2010-2011
Flashback One: October 12, 2010 A packed, screaming Nehru Stadium rises to its feet as the petit Mandeep Kaur hammers her way to the tape, and gold medal, in the women’s 4x400 metres relay at the Delhi Commonwealth Games.
Flashback Two: November 26, 2010 Almost exactly six weeks later, Manjeet Kaur, Ashwini Akkunji, Sini Jose and Mandeep do it again. This time their run is even better planned and the massive near-sold out Guangdong Olympic Stadium is awed into silence as the Indian quartet repeat their CWG success. It is in fact, India’s third straight win in the women’s 1600m relay at the Asian Games.
Flashback Three: December 19, 2010 The Hong Kong Super Series podium bears a familiar sight in women’s badminton this year as Saina Nehwal climbs to the top step, arms held aloft to claim her fifth major title of the year.
Little wonder then that India’s sportspersons and administrators cannot stop smiling, scams, national embarrassments and all.
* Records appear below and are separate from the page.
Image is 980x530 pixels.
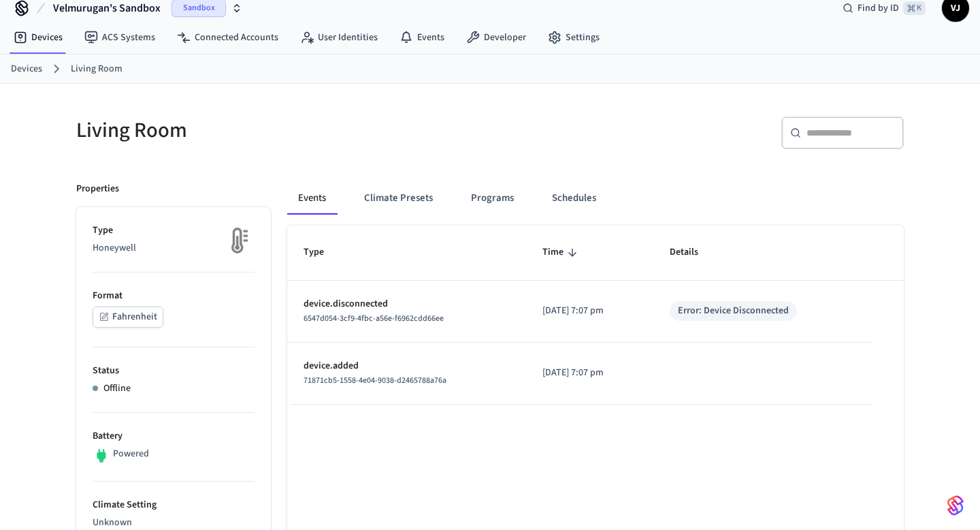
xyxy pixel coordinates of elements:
[70,62,123,77] a: Living Room
[456,25,537,50] a: Developer
[303,359,510,373] p: device.added
[287,225,904,404] table: sticky table
[537,25,610,50] a: Settings
[857,2,899,15] span: Find by ID
[353,182,443,215] button: Climate Presets
[77,182,119,196] p: Properties
[77,117,482,144] h5: Living Room
[221,224,255,258] img: thermostat_fallback
[92,241,255,256] p: Honeywell
[303,312,443,325] span: 6547d054-3cf9-4fbc-a56e-f6962cdd66ee
[303,297,510,312] p: device.disconnected
[3,25,74,50] a: Devices
[92,364,255,378] p: Status
[670,242,717,263] span: Details
[678,304,789,319] div: Error: Device Disconnected
[543,242,582,263] span: Time
[92,224,255,238] p: Type
[948,494,963,516] img: SeamLogoGradient.69752ec5.svg
[290,25,389,50] a: User Identities
[166,25,290,50] a: Connected Accounts
[92,429,255,444] p: Battery
[541,182,607,215] button: Schedules
[113,447,149,461] p: Powered
[389,25,456,50] a: Events
[543,366,637,380] p: [DATE] 7:07 pm
[303,375,447,386] span: 71871cb5-1558-4e04-9038-d2465788a76a
[303,242,342,263] span: Type
[92,306,163,328] button: Fahrenheit
[11,62,43,77] a: Devices
[543,304,637,319] p: [DATE] 7:07 pm
[460,182,525,215] button: Programs
[74,25,166,50] a: ACS Systems
[903,2,926,15] span: ⌘ K
[92,498,255,513] p: Climate Setting
[92,289,255,303] p: Format
[92,516,255,530] p: Unknown
[287,182,337,215] button: Events
[103,381,130,396] p: Offline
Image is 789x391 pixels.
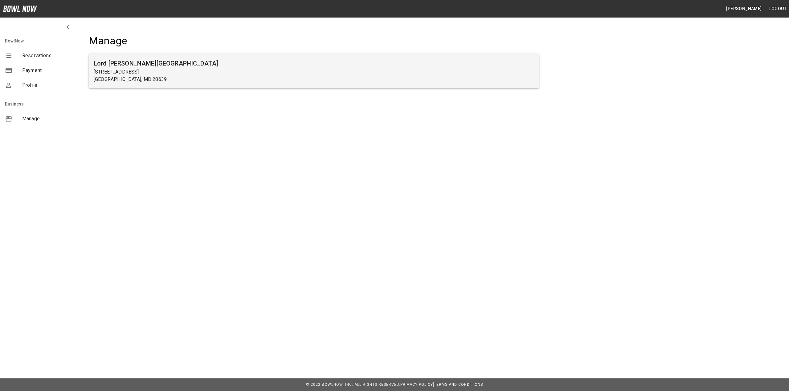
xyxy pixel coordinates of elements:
span: Reservations [22,52,69,59]
button: [PERSON_NAME] [723,3,764,14]
span: © 2022 BowlNow, Inc. All Rights Reserved. [306,383,400,387]
a: Privacy Policy [400,383,433,387]
p: [GEOGRAPHIC_DATA], MD 20639 [94,76,534,83]
span: Manage [22,115,69,123]
p: [STREET_ADDRESS] [94,68,534,76]
button: Logout [766,3,789,14]
h4: Manage [89,34,539,47]
span: Profile [22,82,69,89]
a: Terms and Conditions [434,383,483,387]
h6: Lord [PERSON_NAME][GEOGRAPHIC_DATA] [94,59,534,68]
span: Payment [22,67,69,74]
img: logo [3,6,37,12]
Many of them will look back fondly at the year 2010. In many ways, it could well turn out to be a watershed in India’s sporting march towards a proper place in the world’s hierarchy. Given the immense size — and composition — of its population and the growing prosperity that a wakening economy generally brings, the nation looks to have finally turned the corner towards more rewarding times.
Expectedly, the cricket team ended the year at the top of the pile in the Test ratings and in second place behind a fading Australia in the ODI rankings. Though Mahendra Singh Dhoni’s men won just a single multi-lateral event — the Asia Cup — while losing in three other finals, they kept a clean sheet in Test matches, but more of that later.
Hyderabad howitzer Saina Nehwal capped a memorable year with three Super Series victories and the Commonwealth Games gold medal, though her Asian Games campaign thereafter was cut short abruptly. Nehwal’s display in some ways encapsulated the dominance India’s women athletes through the year, capped by a sterling medal haul at the Guangzhou Asian Games.
M.C. Mary Kom provided sporting aspirations the early impetus with her fifth straight world championship boxing title. The tyke — and mother of two — from Manipur was indeed such an inspirational force that her state-mates turned out in droves to net medals almost at will, especially at the Delhi Commonwealth Games.
It was finally left for Bimol Mayanglambam to break the women’s stranglehold on medal success for his state as the youngster battled his way to a wushu gold in the men’s 60kg category, though even here, he was outdone by Sandhyara Wangkhem, who nicked silver in the women’s 60kg class.
Looked at from almost every angle, India’s athletes did the nation proud. Never before has the country gone past the century mark at major multi-disciplinary events — for the sake of propriety one will not include the various South Asian extravaganzas here where India routinely rake in medals by the hundreds — but managed to do so at the Delhi Commonwealth Games. At Guangzhou, they bettered their best medal tally at the Asiad level.
Quite understandably, there is talk of setting a target of 10 medals or more at the London Olympic Games. This in itself is significant, for never has the sports establishment here ever projected such figures from the Summer Games. Clearly, the success at Delhi and Guangzhou has created an undercurrent of optimism for an even bigger stage.
Virdhawal Khade, the gangling Karnataka teenager, snapped a two-decade jinx when he splashed his way to the men’s 50-metre butterfly in China. Khazan Singh Tokas was till then the first, and last, Indian swimmer to take a medal of any sort at the Asian Games. And if that was sensational, what another 19-year-old achieved was nothing short of epochal. Ashish Kumar of Varanasi first took a silver and bronze in artistic gymnastics at the CWG. He then went one
better at Guangzhou, where the competition was truly world-class in the presence of the Chinese and Japanese, and won a bronze in the floor exercises. Just these two achievements gave Indian sporting success a different glow for 2010.
Meanwhile, it was business as usual for Dhoni and Co, who kept their slate clean for the year, winning four and drawing one series to stretch their unbeaten record to seven series in a row since 2008-09.
The blemishes were there too, three finals of four lost in ODIs and a disastrous campaign in the World T20s. But the fact that Sachin Tendulkar, Rahul Dravid, Virender Sehwag and Venkatasai Laxman continued to charm or frustrate, but still grind out the runs, along with Chennai Super Kings’s T20 double meant that once again, all was well when it came to Indian cricket!